Customer-centric

OK I've had it with the cult of the customer. I just saw one remark too many about "it's all inward-looking". We need to be inward-looking most of the time or we're not doing our ****ing job. Let me illustrate with that favourite analogy: a water supply.

You are responsible for the supply of water.

Your primary pre-occupation is the quality of the water you deliver. Your next most important concern is how your customers want their water delivered.

So you monitor the water and talk to the customers. All very outside-in and customer-centric.

The water quality isn't good enough. Do you spend much more of your time talking about the different flavours of water? No! you look at pumps, filters, pipes, and reservoirs. To continue to mull over what comes out of the pipe and how the customer feels about it would be posturing. We need to get inside and fix it.

And if the first time we look inwards is when the quality falls, it is way too late. 95% of our time and energy should go on the internal mechanisms and practices that deliver the water. To do so is to be a responsible, well-managed supplier. Stop suggesting this is some kind of neglect. This whole customer-centric stuff is way way out of hand. Customer understanding is an important guide, a setter of strategy and priorities, the source of a lot of the requirements for design and testing (but not all), and a constant monitoring tool. AND THAT'S IT: we have a day job inside, away from the customer. yes we need to maintain a line of sight with the customer, an understanding of impacts and needs, but we aren't with them: we're working on stuff they neither know nor care about, getting all wet and muddy.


> Instructions to follow
Only what runs from the line with "find <item>man</item>" to the end of the data should appear in the answer, exactly as written and without pictures.

> Given data

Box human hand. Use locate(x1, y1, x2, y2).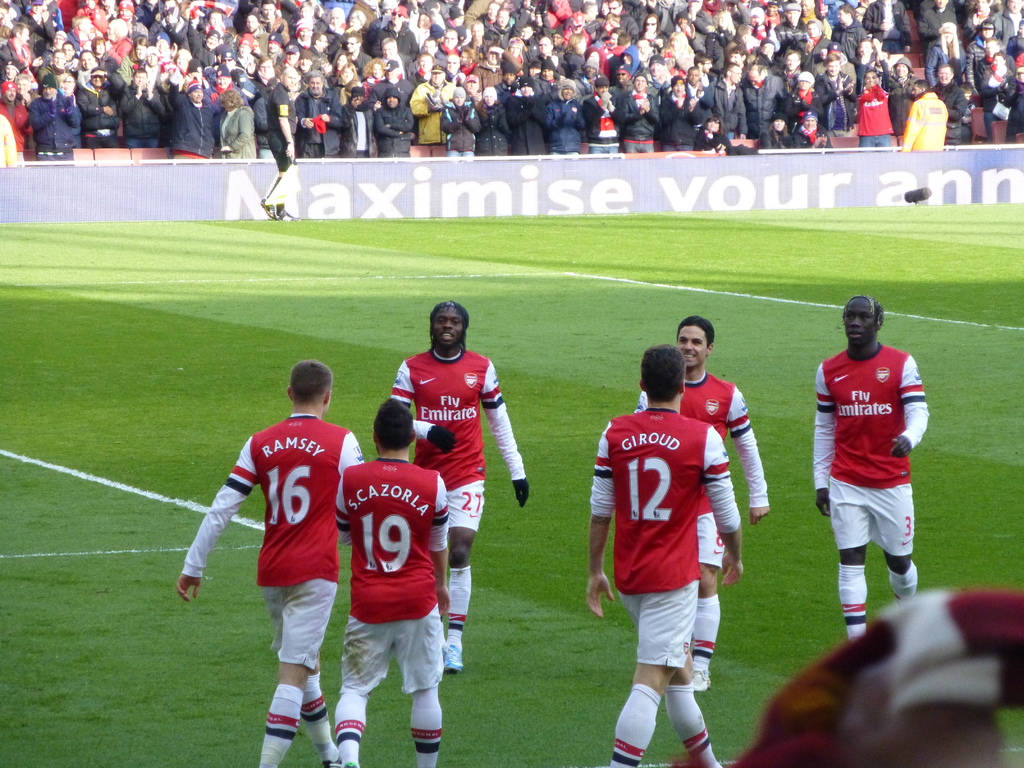
locate(275, 21, 287, 33).
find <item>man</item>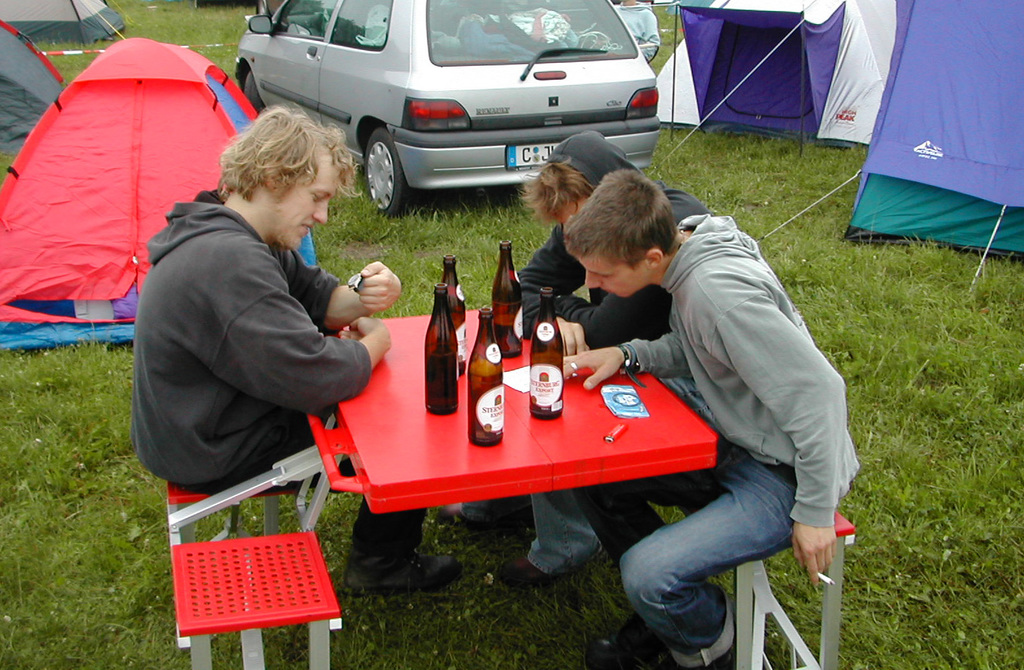
{"left": 560, "top": 170, "right": 860, "bottom": 669}
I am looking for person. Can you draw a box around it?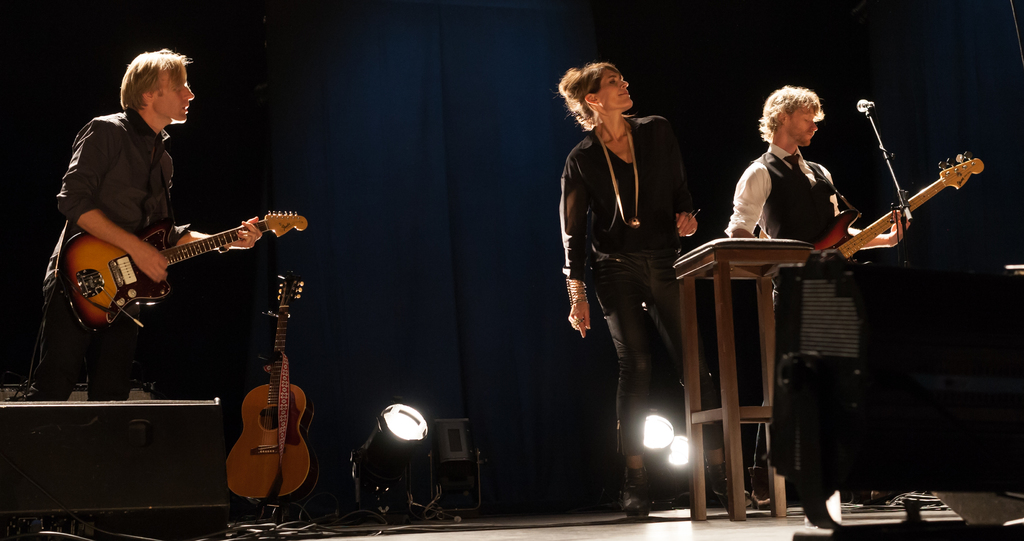
Sure, the bounding box is 555, 63, 732, 521.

> Solved exercise
find <item>man</item>
{"left": 560, "top": 170, "right": 860, "bottom": 669}
I am looking for person. Can you draw a box around it?
Sure, the bounding box is 555, 63, 732, 521.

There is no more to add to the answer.